Collection Online
Self-portrait with Saskia
Medium
etching
Measurements
10.5 × 9.6 cm (plate) 10.9 × 9.9 cm (sheet)
Catalogue/s Raisonné
Bartsch 19; Hind 144 iii/iii; White & Boon 19 iii/iii; NHD 158 iii/iv
Edition
3rd of 4 states
Inscription
printed in ink u.l.: Rembrandt. f / 1636
Accession Number
14-4
Departments
International Prints / International Prints and Drawings
Credit Line
National Gallery of Victoria, Melbourne
Felton Bequest, 1933
This digital record has been made available on NGV Collection Online through the generous support of the Joe White Bequest
Gallery location
17th Century & Flemish Paintings Gallery
Level 2, NGV International
About this work

Rembrandt was thirty years old when he made this self-portrait with his wife, Saskia, two years after they were married. It is one of only two known works in which he depicted himself together with her. He etched the figure of Saskia first, then added his own portrait in the foreground.

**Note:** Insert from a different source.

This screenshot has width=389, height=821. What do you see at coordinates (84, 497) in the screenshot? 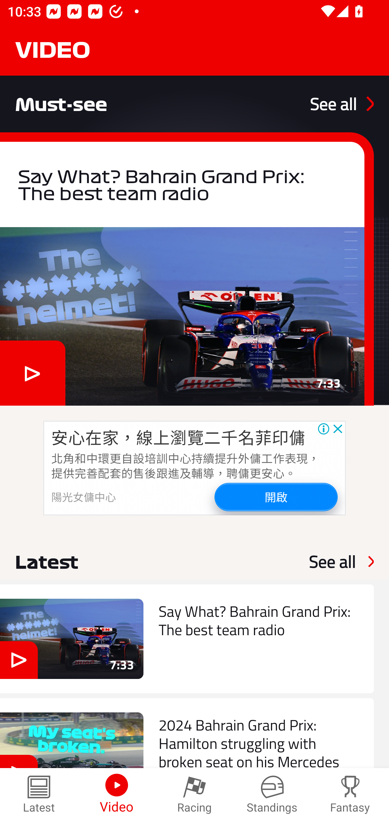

Both figures are shown in historical costume – Rembrandt in a sixteenth-century hat and Saskia in old-fashioned veil and clothes. Rembrandt’s image is not a domestic or everyday scene, but rather an allusion to the common theme of love as the nourishing source of artistic creativity, encapsulated in the Dutch maxim ‘Liefde baart kunst’ (‘Love brings forth art’).